Reading Birmingham hallmarks — common questions.

What does the anchor hallmark mean?

An anchor is the Birmingham Assay Office town mark, used unchanged since 1773. It appears alongside the maker's mark, the standard mark (lion passant for sterling) and a date letter.

How do I date a Birmingham-marked piece?

Match the date letter to its shield shape and font cycle. Because Birmingham used a 25-letter cycle for much of its history, the same letter recurs every 25 years — so the shield style is the deciding detail.

Is Birmingham silver less valuable than London silver?

Not as a rule. Birmingham silver covers an enormous range — from mass-produced wedding rings to museum-grade Nathaniel Mills castle-top boxes. Value depends on the maker, the period, the piece and condition, not the town mark.
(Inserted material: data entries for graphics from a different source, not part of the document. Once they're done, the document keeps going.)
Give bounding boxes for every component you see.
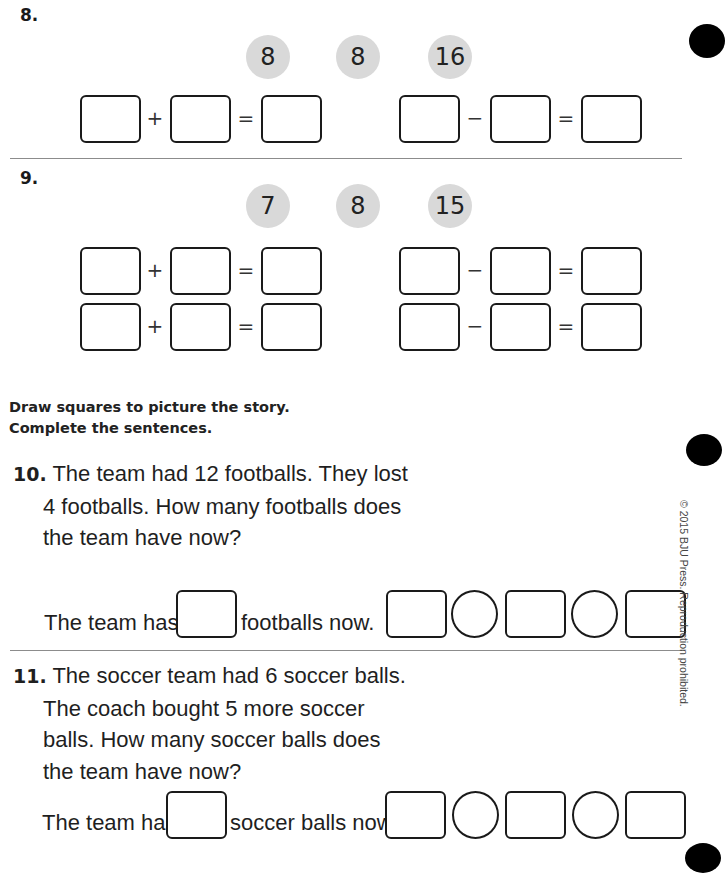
number-circle: 8 (246, 35, 290, 79)
number-sentence-box[interactable] (625, 791, 686, 839)
minus-sign: − (463, 314, 487, 338)
answer-box[interactable] (176, 590, 237, 638)
number-sentence-box[interactable] (385, 791, 446, 839)
operator-circle[interactable] (571, 590, 618, 638)
copyright-text: © 2015 BJU Press. Reproduction prohibite… (678, 500, 690, 707)
minus-sign: − (463, 106, 487, 130)
number-circle: 8 (336, 35, 380, 79)
story-line: 4 footballs. How many footballs does (13, 491, 408, 523)
equals-sign: = (234, 258, 258, 282)
plus-sign: + (143, 106, 167, 130)
story-problem-11: 11. The soccer team had 6 soccer balls. … (13, 660, 406, 787)
answer-box[interactable] (581, 303, 642, 351)
answer-box[interactable] (490, 95, 551, 143)
equals-sign: = (554, 106, 578, 130)
answer-box[interactable] (490, 247, 551, 295)
equals-sign: = (554, 258, 578, 282)
story-line: the team have now? (13, 522, 408, 554)
answer-box[interactable] (490, 303, 551, 351)
answer-box[interactable] (80, 247, 141, 295)
answer-box[interactable] (80, 303, 141, 351)
binder-hole-dot (685, 843, 721, 873)
answer-box[interactable] (170, 303, 231, 351)
plus-sign: + (143, 258, 167, 282)
answer-box[interactable] (399, 95, 460, 143)
answer-box[interactable] (581, 95, 642, 143)
story-line: The team had 12 footballs. They lost (52, 461, 407, 486)
story-problem-10: 10. The team had 12 footballs. They lost… (13, 458, 408, 554)
section-divider (10, 158, 682, 159)
story-line: the team have now? (13, 756, 406, 788)
problem-9-label: 9. (20, 168, 38, 188)
number-sentence-box[interactable] (386, 590, 447, 638)
plus-sign: + (143, 314, 167, 338)
instructions: Draw squares to picture the story. Compl… (9, 397, 290, 439)
number-circle: 15 (428, 184, 472, 228)
story-line: balls. How many soccer balls does (13, 724, 406, 756)
problem-11-label: 11. (13, 665, 47, 687)
answer-box[interactable] (166, 791, 227, 839)
section-divider (10, 650, 682, 651)
binder-hole-dot (686, 434, 722, 466)
story-line: The coach bought 5 more soccer (13, 693, 406, 725)
number-sentence-box[interactable] (505, 791, 566, 839)
number-circle: 16 (428, 35, 472, 79)
sentence-prefix: The team has (42, 810, 177, 836)
minus-sign: − (463, 258, 487, 282)
number-circle: 7 (246, 184, 290, 228)
binder-hole-dot (689, 24, 725, 58)
answer-box[interactable] (261, 95, 322, 143)
answer-box[interactable] (170, 247, 231, 295)
equals-sign: = (554, 314, 578, 338)
answer-box[interactable] (170, 95, 231, 143)
problem-10-label: 10. (13, 463, 47, 485)
sentence-suffix: soccer balls now. (230, 810, 398, 836)
operator-circle[interactable] (451, 590, 498, 638)
sentence-prefix: The team has (44, 610, 179, 636)
answer-box[interactable] (399, 247, 460, 295)
number-circle: 8 (336, 184, 380, 228)
problem-8-label: 8. (20, 5, 38, 25)
answer-box[interactable] (399, 303, 460, 351)
sentence-suffix: footballs now. (241, 610, 374, 636)
equals-sign: = (234, 314, 258, 338)
instruction-line: Draw squares to picture the story. (9, 397, 290, 418)
answer-box[interactable] (581, 247, 642, 295)
story-line: The soccer team had 6 soccer balls. (52, 663, 405, 688)
answer-box[interactable] (261, 303, 322, 351)
equals-sign: = (234, 106, 258, 130)
copyright-notice: © 2015 BJU Press. Reproduction prohibite… (676, 500, 696, 730)
operator-circle[interactable] (572, 791, 619, 839)
number-sentence-box[interactable] (505, 590, 566, 638)
operator-circle[interactable] (452, 791, 499, 839)
answer-box[interactable] (261, 247, 322, 295)
instruction-line: Complete the sentences. (9, 418, 290, 439)
answer-box[interactable] (80, 95, 141, 143)
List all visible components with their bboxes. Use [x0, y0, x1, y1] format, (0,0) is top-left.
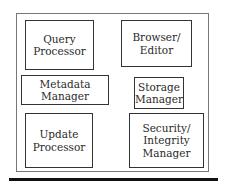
query-processor-box: Query Processor — [25, 20, 94, 70]
update-processor-label: Update Processor — [33, 128, 86, 153]
storage-manager-box: Storage Manager — [134, 77, 184, 109]
bottom-rule — [9, 178, 218, 181]
metadata-manager-box: Metadata Manager — [21, 75, 109, 105]
security-integrity-manager-box: Security/ Integrity Manager — [129, 113, 204, 168]
storage-manager-label: Storage Manager — [135, 81, 183, 106]
browser-editor-box: Browser/ Editor — [121, 20, 192, 67]
metadata-manager-label: Metadata Manager — [22, 78, 108, 103]
security-integrity-manager-label: Security/ Integrity Manager — [142, 122, 190, 160]
browser-editor-label: Browser/ Editor — [132, 31, 180, 56]
update-processor-box: Update Processor — [25, 113, 93, 168]
query-processor-label: Query Processor — [33, 33, 86, 58]
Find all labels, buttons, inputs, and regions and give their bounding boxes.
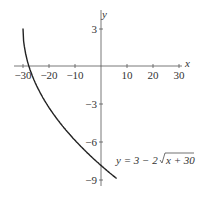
- equation-radicand: x + 30: [165, 154, 195, 166]
- y-tick-label: −9: [85, 174, 97, 186]
- x-axis-label: x: [184, 57, 190, 69]
- x-tick-label: −20: [40, 69, 58, 81]
- x-tick-label: 20: [148, 69, 160, 81]
- chart-svg: −30 −20 −10 10 20 30 3 −3 −6 −9 x y y = …: [0, 0, 199, 198]
- y-tick-label: 3: [92, 23, 98, 35]
- equation-prefix: y = 3 − 2: [115, 154, 158, 166]
- x-tick-label: −10: [66, 69, 84, 81]
- curve-line: [23, 29, 117, 179]
- y-axis-label: y: [101, 8, 107, 20]
- x-tick-label: 30: [174, 69, 186, 81]
- equation-label: y = 3 − 2 x + 30: [115, 153, 195, 166]
- y-tick-label: −6: [85, 136, 97, 148]
- chart: −30 −20 −10 10 20 30 3 −3 −6 −9 x y y = …: [0, 0, 199, 198]
- x-tick-label: 10: [122, 69, 134, 81]
- x-tick-label: −30: [14, 69, 32, 81]
- y-tick-label: −3: [85, 98, 97, 110]
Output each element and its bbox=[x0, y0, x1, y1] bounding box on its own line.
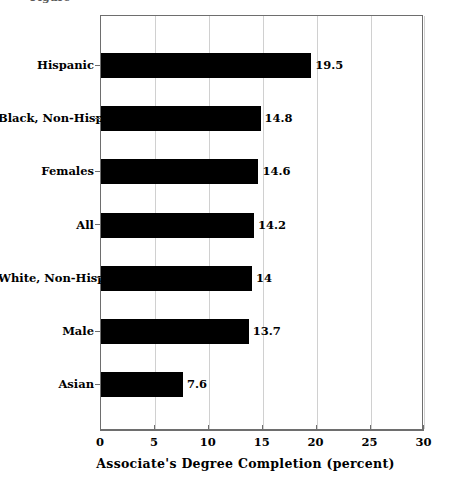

Why does my Birmingham piece have an extra small monarch's head?

That is the duty mark, struck from 1784 to 1890 to show duty had been paid on hallmarked silver. It pins the period exactly to the reigning sovereign.

Is "EPNS" Birmingham silver?

No. EPNS (Electro-Plated Nickel Silver) contains no solid silver. It was a Birmingham invention — Elkington & Co — but plated pieces never received the anchor hallmark, only the firm's trade marks.

Will you tell me what my Birmingham silver is worth?

Yes — free, no obligation. Email info@mozerisfineantiques.com or send photos through our valuation form and we'll identify the marks and quote a price.

Selling Birmingham-Hallmarked Silver?

Free insured nationwide courier. Fair prices against the live silver market plus full maker premium for Mills, Liberty Cymric, Elkington and other named pieces. Same-day payment.